Ruby Enterprise Edition. Apparently Ruby plus tcmalloc. All the cool kids are using it.
Phusion Passenger. The Apache module formerly known as mod_rails. Version 2.0 has support for Rack. Rack is a good idea:
Rack provides a minimal interface between webservers supporting Ruby and Ruby frameworks.
The Merb docs on deploying with Passenger.
Merb is ORM agnostic so grab DataMapper too. Or maybe Sequel.
Merb focusing on controler logic rather than shoving down developers throat a particular, bloated ORM engine is a very refreshing change from current trends in web frameworks. And it continues with its choice of a view rendering policy. There is none.
Merb is not yet 1.0 and still very much on active development. Grab it from from git.
If you choose DataMapper you may want to live on the edge.
Or just follow and easy, short tutorial to get started faster.
Haml is interesting too.
One of the main attractions (a least for me) of dynamic languages are their functional capabilities.

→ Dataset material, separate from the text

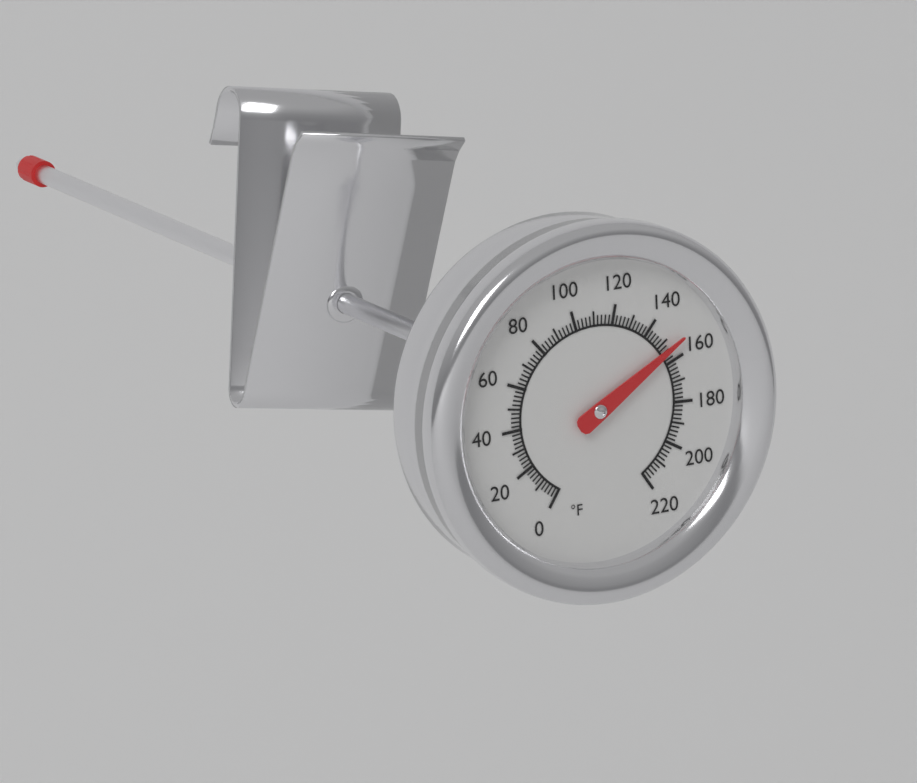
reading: 154 °F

Python has crippled lambdas but makes it up with very powerful stateful generators and generator expressions, even if its scoping rules are a bit fishy.
In comparison Ruby goes in the opposite direction. Being relatively poor on comprehension syntax it makes it up by offering 7 different ways to define a block of code and pass it around, with varying degrees of scoping. Unfortunately most of them appear to be nearly identical and are being kept around just to not break old code. Investigating this matter I found this enlightening sample script from Paul Cantrell:
This is quite a dizzing array of syntactic options, with subtle semantics differences that are not at all obvious, and riddled with minor special cases. It's like a big bear trap from programmers who expect the language to just work.

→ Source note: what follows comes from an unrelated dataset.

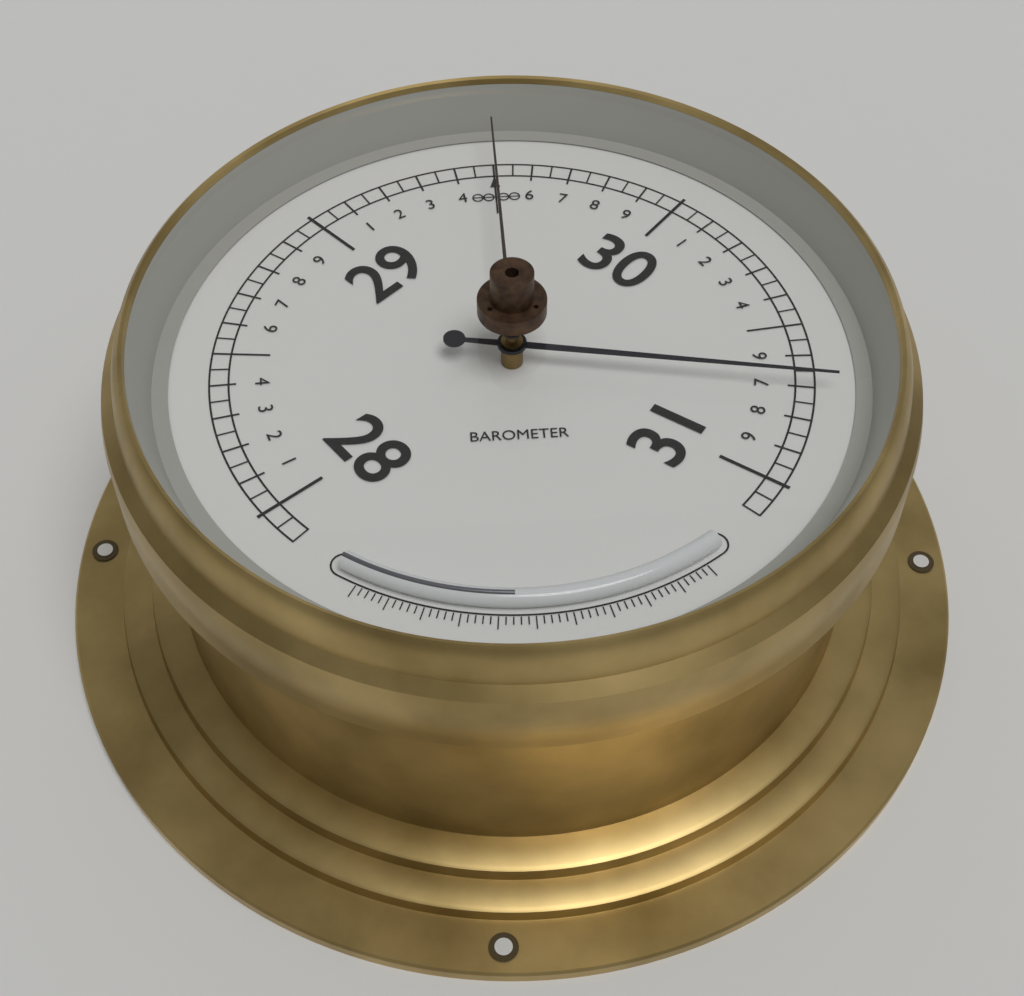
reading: 30.70 (no unit)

Paul explains how most of this mess grew out of lacking a formal specification for Ruby as a language, and how most of the ways to define a code block are equivalent and different at the same time. The final conclusion would be to use lambda if you want a true, lexically scoped first order function, and code blocks for everything else. The script finishes with a very cool lazy evaluation example and a pointer to the Lazy gem.